Pfizer Canada Inc v Apotex Inc, 2017 FC 774 (desvenlafaxine, PRISTIQ; see our main article here). The Applications Judge rejected Apotex’s post-hearing submissions that the 668 patent “overpromises” in violation of the requirements of subsection 27(3) of the Patent Act.  Apotex had argued that the statements in the patent “to the effect that the compounds of the patent have the utilities (1)-(3) above were thus not ‘correct and full’ descriptions of the invention but rather were overpromises. As such, they ought to invalidate the 668 patent as a whole.” 

The Judge found no rationale for interpreting the Supreme Court of Canada in AstraZeneca to have “removed the Promise Doctrine from the utility analysis yet simultaneously required it to be considered, in the manner Apotex proposes, in the specification analysis.

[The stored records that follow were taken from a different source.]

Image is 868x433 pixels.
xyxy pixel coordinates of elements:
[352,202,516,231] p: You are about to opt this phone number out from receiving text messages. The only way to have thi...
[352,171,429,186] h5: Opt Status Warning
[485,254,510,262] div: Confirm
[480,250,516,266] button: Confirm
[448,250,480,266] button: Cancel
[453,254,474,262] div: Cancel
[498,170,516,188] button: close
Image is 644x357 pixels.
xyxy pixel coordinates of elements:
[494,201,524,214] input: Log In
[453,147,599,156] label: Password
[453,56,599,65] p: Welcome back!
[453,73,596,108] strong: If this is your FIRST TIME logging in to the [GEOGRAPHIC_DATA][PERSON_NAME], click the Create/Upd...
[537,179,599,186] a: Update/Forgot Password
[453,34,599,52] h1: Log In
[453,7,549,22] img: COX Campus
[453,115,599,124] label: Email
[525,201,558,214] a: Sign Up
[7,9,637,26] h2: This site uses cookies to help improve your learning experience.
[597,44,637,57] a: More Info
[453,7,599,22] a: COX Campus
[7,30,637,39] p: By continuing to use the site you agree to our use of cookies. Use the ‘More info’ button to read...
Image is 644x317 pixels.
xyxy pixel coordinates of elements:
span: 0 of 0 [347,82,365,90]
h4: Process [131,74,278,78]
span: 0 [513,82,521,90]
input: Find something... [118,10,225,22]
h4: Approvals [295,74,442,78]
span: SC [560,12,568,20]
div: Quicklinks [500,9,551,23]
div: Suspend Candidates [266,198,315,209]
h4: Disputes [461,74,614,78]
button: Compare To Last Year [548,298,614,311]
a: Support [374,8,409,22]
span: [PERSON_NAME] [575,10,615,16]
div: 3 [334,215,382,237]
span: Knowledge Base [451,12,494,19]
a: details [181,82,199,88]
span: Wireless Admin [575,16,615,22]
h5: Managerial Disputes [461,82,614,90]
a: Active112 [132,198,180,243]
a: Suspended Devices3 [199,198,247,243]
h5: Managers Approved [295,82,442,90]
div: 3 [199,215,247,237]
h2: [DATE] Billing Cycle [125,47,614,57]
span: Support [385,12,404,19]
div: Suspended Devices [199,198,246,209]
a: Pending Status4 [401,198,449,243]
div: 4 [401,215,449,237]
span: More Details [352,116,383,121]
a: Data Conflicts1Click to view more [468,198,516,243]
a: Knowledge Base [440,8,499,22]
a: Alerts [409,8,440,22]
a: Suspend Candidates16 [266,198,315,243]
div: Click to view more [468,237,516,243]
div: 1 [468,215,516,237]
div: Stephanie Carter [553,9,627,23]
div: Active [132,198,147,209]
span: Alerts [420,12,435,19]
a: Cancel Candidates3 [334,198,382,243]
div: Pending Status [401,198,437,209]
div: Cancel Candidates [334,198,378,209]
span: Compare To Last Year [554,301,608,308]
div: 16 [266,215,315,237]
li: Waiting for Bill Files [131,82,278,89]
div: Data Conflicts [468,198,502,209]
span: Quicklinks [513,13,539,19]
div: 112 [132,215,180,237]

If that was the case, a major underlying problem identified by the Supreme Court itself would remain, namely that ‘a patentee will be dissuaded from stating the invention can be used for things that are not sufficiently established at the time of filing if doing so would risk invalidating the entire patent’.”  The Judge also found no basis to find that the Supreme Court in AstraZeneca intended to overrule itself on the disclosure requirement under subsection 27(3) as set out in Teva Canada Ltd v Pfizer Canada Inc, 2012 SCC 60.  Apotex has appealed.

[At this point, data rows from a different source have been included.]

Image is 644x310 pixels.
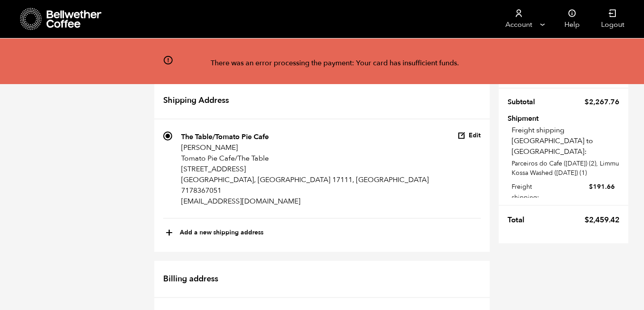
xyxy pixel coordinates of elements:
[154,82,490,120] h2: Shipping Address
[512,125,619,157] p: Freight shipping [GEOGRAPHIC_DATA] to [GEOGRAPHIC_DATA]:
[585,215,589,225] span: $
[181,174,429,185] p: [GEOGRAPHIC_DATA], [GEOGRAPHIC_DATA] 17111, [GEOGRAPHIC_DATA]
[181,142,429,153] p: [PERSON_NAME]
[457,132,480,140] button: Edit
[211,59,459,69] div: There was an error processing the payment: Your card has insufficient funds.
[181,132,269,142] strong: The Table/Tomato Pie Cafe
[181,153,429,164] p: Tomato Pie Cafe/The Table
[512,181,615,203] label: Freight shipping:
[507,92,540,111] th: Subtotal
[154,261,490,298] h2: Billing address
[512,159,619,178] p: Parceiros do Cafe ([DATE]) (2), Limmu Kossa Washed ([DATE]) (1)
[589,183,615,191] bdi: 191.66
[165,225,173,241] span: +
[181,196,429,207] p: [EMAIL_ADDRESS][DOMAIN_NAME]
[163,132,172,140] input: The Table/Tomato Pie Cafe [PERSON_NAME] Tomato Pie Cafe/The Table [STREET_ADDRESS] [GEOGRAPHIC_DA...
[507,210,530,230] th: Total
[585,97,589,107] span: $
[585,215,619,225] bdi: 2,459.42
[589,183,593,191] span: $
[165,225,263,241] button: +Add a new shipping address
[585,97,619,107] bdi: 2,267.76
[507,115,559,121] th: Shipment
[181,164,429,174] p: [STREET_ADDRESS]
[181,185,429,196] p: 7178367051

Apotex Inc v Shire LLC, 2017 FC 831. The Case Management Judge allowed Apotex to amend its pleadings to “recast” factual allegations that formed the basis of its plea of inutility of Shire’s Patent No 2,527,646 (lisdexamfetamine, VYVANSE). The Prothonotary found that the amendments reflect “a refusal to come to terms with and embrace the essence of the Supreme Court’s teachings” and were an attempt to shoehorn Apotex’s promise allegations into each and every ground of invalidity known to law. Nevertheless, this was not a reason to disallow the amendments or to strike the original pleadings related to the plea of inutility, as a party is not bound by the legal characterization it has used in its pleading and can argue at trial any legal consequence that the pleaded facts present.